Authors: Paula Watson / David Wilkinson

Notes

  • 1. J. R. Woodhead, Rulers of London (London and Mdx. Arch. Soc.), 52; IGI, Hants; Mar. Lic. Vicar-Gen. (Harl. Soc. xxxi.), 53; The Gen. n.s. vi. 103.
  • 2. CSP Dom. 1691–2, pp. 3–4; 1693, p. 207; N. and Q. clxxix. 41; Pittis, Present Parl. 349; Boyer, Anne Annals, iv. 127; English Courant, 25 May 1695; Post Boy, 30 June–2 July 1709.
  • 3. IGI, London; Cal. Treas. Bks. x. 618; xxii. 213.

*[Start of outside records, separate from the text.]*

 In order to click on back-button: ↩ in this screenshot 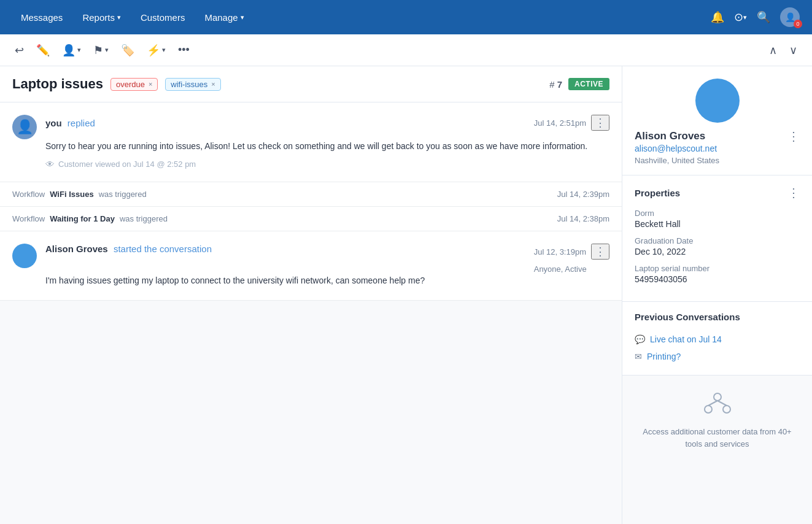, I will do `click(20, 50)`. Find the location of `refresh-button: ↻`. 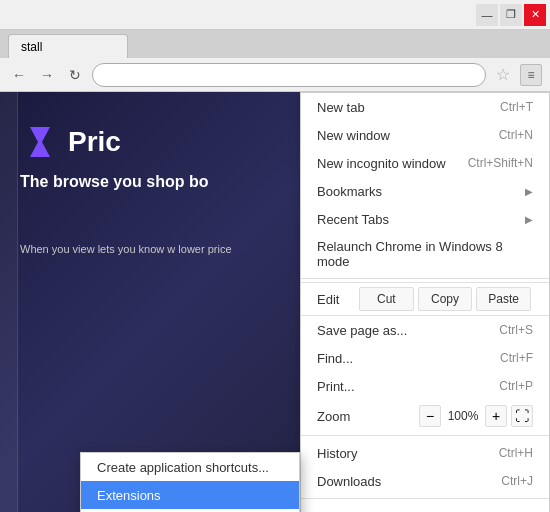

refresh-button: ↻ is located at coordinates (75, 75).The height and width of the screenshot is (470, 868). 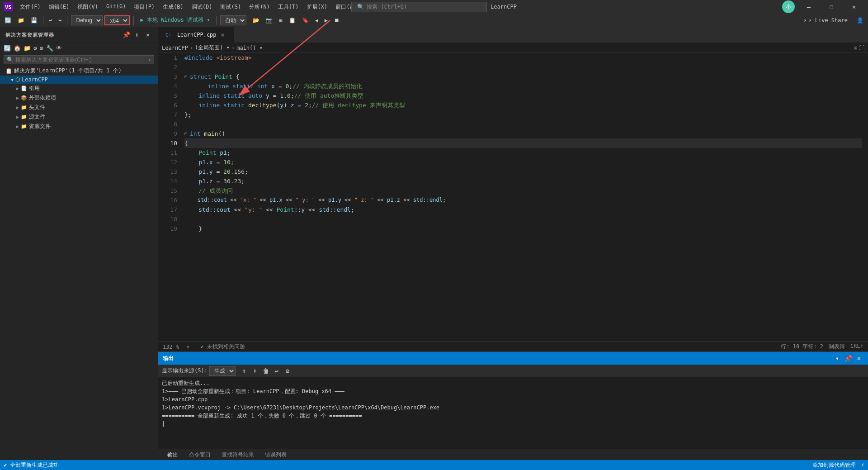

  • 4. Cal. Treas. Bks. xi. 67
  • 5. HMC 6th Rep. 463; CSP Dom. 1685, pp. 371, 423; Howell, State Trials, xi. 382–466; Cal. Treas. Bks. viii. 1361; ix. 354, 524, 548, 716, 1635, 1981, 1987, 1998; x. 103, 124, 129, 618; xi. 67, 300.
  • 6. EHR, lxxi. 233–4; Add. 28886, ff. 184, 202, 213, 217, 223, 228.
  • 7. Cal. Treas. Bks. xvii. 333; xxi. 46; xxii. 22; xxvi. 370; xxviii. 140; Egerton 3359 (unfol); The Gen. 103.